The Madera rental housing inspection ordinance achieved final passage Wednesday night at the City Council meeting with barely a ripple after two previous hearings that were sometimes contentious.

No opponents showed up to beg the council members to change their minds. The unanimous council vote June 7 to introduce the ordinance was a harbinger of the vote that came on Wednesday, and the result will be that slum rentals will get closer inspections than they have in the past.

The ordinance does not contain any new restrictions. Rather, it gives inspectors the right to inspect premises they have reason to believe are not being kept according to existing code. This can be due to the visual appearance of a place, to complaints from a tenant, or complaints from neighbors.

It used to be that only complaints from tenants and permission from tenants to enter a property could allow code enforcers to pay a visit.

Landlords who follow the city’s code will have no problems, just as they have no problems now.

Unless, of course, you consider the occasional tenant who mistreats the property he or she rents. That’s a problem the new ordinance doesn’t address.

Landlords who provide rental housing in Madera perform a valuable service, one for which they aren’t always rewarded as they should be.

Some tenants believe that once they get the key to an apartment or rental house, the privilege of mistreating the property and being a bad neighbor — by playing loud music or not emptying garbage, for example — comes with it.

Well, that isn’t so.

While the new ordinance is aimed primarily at landlords who do not provide safe, comfortable housing, it also can serve to call attention to tenants who mistreat a property and then try to blame the landlord for it.

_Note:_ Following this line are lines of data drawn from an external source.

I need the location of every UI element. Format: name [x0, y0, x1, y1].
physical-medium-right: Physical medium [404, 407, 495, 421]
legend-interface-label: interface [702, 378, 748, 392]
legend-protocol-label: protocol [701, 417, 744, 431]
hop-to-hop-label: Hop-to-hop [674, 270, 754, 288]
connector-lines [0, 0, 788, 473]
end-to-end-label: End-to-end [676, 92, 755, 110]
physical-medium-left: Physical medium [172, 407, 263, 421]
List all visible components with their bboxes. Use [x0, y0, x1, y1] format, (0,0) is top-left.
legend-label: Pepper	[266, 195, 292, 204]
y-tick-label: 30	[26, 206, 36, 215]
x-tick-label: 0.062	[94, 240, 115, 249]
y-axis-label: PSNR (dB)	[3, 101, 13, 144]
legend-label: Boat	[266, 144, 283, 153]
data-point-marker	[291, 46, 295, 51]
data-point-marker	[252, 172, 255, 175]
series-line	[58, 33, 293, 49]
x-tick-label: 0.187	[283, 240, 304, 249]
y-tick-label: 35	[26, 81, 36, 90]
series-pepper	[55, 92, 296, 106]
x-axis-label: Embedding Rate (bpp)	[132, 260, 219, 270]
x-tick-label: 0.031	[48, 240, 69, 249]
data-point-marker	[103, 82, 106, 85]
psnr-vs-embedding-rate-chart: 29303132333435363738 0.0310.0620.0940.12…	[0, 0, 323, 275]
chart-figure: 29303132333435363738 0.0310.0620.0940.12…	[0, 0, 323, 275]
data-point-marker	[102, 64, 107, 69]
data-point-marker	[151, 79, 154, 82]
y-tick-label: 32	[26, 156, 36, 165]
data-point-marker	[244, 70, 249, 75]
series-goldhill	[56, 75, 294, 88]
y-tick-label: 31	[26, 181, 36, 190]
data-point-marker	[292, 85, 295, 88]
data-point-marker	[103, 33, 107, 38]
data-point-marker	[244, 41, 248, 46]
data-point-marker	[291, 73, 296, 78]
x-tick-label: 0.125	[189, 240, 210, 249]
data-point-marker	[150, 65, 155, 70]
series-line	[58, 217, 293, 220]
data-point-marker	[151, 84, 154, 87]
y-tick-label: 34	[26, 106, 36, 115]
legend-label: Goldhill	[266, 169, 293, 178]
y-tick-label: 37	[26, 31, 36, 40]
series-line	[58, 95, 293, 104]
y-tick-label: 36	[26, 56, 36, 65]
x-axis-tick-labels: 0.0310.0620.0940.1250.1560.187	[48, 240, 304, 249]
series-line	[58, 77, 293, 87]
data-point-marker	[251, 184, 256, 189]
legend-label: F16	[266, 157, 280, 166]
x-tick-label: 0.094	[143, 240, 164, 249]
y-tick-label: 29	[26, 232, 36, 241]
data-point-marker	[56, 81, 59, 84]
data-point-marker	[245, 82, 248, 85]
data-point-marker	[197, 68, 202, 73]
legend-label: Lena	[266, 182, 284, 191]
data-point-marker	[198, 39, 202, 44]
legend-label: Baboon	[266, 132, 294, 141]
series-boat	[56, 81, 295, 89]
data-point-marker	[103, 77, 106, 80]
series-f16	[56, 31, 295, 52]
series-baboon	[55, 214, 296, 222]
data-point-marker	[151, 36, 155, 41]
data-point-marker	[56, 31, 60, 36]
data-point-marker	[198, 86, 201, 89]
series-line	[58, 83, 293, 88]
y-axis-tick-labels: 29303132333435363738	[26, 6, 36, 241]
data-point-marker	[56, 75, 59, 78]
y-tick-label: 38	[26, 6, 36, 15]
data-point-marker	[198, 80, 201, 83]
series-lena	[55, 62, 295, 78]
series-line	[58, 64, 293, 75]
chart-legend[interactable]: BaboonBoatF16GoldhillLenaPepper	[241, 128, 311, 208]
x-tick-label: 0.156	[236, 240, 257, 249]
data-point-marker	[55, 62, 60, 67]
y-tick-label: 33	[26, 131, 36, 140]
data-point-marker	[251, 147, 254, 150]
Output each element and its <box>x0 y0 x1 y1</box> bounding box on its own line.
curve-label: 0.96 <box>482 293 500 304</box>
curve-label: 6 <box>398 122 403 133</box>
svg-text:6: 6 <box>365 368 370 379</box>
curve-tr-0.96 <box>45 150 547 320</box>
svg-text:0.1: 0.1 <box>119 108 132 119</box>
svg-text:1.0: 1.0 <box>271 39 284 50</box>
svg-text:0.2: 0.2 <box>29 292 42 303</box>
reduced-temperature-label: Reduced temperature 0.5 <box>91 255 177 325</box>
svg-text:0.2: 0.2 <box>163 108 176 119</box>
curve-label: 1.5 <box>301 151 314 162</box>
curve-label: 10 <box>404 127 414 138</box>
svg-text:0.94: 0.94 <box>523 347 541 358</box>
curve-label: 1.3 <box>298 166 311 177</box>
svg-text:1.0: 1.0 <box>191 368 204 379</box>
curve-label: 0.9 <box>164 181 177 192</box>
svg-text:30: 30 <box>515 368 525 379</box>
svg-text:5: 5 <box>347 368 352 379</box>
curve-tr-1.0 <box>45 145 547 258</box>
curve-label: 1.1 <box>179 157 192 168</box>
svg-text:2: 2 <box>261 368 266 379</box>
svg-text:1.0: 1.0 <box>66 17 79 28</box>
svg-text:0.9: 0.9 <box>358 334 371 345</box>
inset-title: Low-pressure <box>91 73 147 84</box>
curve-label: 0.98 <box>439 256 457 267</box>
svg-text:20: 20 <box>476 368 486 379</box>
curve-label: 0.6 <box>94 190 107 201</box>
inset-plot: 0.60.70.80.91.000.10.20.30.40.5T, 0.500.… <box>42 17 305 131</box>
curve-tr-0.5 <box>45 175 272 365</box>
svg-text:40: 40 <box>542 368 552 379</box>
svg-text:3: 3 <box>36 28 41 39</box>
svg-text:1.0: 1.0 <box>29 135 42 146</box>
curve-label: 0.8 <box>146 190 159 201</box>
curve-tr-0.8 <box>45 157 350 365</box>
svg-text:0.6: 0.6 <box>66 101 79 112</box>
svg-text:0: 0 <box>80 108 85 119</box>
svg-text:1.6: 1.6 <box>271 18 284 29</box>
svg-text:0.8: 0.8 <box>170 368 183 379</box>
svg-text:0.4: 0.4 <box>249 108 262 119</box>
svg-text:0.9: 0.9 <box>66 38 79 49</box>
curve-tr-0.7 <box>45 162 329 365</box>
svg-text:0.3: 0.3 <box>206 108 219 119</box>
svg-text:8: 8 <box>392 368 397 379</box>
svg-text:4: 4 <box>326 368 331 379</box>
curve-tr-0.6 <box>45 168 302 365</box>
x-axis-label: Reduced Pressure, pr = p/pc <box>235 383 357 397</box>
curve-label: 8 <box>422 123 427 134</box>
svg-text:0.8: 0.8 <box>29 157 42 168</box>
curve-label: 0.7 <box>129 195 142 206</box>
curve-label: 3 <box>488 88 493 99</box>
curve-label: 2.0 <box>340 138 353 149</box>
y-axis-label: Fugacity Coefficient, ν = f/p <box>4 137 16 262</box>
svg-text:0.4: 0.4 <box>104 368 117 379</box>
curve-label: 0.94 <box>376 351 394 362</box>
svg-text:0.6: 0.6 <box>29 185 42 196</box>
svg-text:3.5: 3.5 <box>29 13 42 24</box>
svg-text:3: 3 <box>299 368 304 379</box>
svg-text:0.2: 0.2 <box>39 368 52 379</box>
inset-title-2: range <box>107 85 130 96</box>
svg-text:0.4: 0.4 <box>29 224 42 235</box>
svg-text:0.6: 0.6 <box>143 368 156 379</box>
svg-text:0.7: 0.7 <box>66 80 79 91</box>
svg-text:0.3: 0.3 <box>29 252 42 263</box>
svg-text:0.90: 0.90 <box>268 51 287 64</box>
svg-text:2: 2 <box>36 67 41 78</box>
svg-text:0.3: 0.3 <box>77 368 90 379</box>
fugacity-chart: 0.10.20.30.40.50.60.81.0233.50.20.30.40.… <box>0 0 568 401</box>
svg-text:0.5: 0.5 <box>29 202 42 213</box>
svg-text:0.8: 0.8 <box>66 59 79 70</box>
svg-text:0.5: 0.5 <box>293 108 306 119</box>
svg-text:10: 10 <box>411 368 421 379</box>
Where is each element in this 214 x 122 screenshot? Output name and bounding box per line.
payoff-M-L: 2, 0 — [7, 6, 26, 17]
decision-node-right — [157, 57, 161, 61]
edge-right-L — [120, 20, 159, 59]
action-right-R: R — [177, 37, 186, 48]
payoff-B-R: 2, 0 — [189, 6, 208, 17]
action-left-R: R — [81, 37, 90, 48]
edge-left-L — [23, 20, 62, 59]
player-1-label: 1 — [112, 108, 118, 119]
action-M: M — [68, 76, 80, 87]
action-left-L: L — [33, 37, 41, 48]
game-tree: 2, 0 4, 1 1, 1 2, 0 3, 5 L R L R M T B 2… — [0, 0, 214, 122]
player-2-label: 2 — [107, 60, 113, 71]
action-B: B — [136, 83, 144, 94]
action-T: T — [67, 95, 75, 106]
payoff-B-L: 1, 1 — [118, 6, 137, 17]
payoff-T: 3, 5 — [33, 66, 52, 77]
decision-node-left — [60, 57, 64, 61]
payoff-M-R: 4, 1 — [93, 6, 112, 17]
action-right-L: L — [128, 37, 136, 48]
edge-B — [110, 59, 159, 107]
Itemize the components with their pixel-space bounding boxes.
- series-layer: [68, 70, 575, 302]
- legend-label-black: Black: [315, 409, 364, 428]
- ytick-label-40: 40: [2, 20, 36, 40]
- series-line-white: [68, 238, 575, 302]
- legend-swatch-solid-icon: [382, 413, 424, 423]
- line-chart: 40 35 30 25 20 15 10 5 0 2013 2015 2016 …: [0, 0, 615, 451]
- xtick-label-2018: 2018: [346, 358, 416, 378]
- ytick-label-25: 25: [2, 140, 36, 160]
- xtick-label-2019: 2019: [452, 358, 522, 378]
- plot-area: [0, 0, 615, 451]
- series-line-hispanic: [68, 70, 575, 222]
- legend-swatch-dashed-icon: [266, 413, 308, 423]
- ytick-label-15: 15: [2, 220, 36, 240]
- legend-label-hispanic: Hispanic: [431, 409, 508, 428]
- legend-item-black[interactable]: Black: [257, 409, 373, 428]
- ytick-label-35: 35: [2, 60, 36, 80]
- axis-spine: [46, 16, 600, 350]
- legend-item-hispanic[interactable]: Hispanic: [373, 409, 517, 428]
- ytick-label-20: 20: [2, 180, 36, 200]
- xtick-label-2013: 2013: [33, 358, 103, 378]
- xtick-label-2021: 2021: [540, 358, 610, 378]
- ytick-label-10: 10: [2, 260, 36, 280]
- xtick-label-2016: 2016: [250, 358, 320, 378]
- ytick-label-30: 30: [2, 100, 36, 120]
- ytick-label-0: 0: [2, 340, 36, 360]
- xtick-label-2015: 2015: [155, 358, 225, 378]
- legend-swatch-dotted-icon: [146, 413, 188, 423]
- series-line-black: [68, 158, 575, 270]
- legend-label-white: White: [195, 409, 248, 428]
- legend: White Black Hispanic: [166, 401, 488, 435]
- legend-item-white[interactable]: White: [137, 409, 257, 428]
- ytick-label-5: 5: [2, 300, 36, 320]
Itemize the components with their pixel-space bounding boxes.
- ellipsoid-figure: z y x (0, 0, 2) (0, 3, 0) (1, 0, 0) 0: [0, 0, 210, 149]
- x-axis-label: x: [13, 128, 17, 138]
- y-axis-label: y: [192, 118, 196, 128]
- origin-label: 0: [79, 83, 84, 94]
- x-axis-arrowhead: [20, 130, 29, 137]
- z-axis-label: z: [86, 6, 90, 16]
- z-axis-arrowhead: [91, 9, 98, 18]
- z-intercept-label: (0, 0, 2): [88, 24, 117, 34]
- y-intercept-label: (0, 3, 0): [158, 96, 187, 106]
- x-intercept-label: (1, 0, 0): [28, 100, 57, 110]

People who live in filth, then leave it behind when they move out, shouldn’t complain when they don’t get their cleaning and/or repair deposits back when they moved out.

Most residential rental or lease agreements contain language that says, in effect, “Leave the premises in at least as good a condition as they were when you moved in.”

Most of us have been renters at one time or another, and we know that “cleaning our way out” of a house or apartment can be a lot of work. Surfaces such as interior windows, mirrors and counter tops should be cleaned. Floors and carpets should be vacuumed.

A lot of tenants are too lazy to do that, so they shouldn’t complain when the landlord keeps the cleaning deposit to pay for the cleaning the tenant could have done on his or her own.

Both landlords and tenants should take photos or videos of rental properties before move-in. That will give both parties evidence of how a property looked at the start of tenancy. Both landlords and tenants owe it to themselves to keep such a record.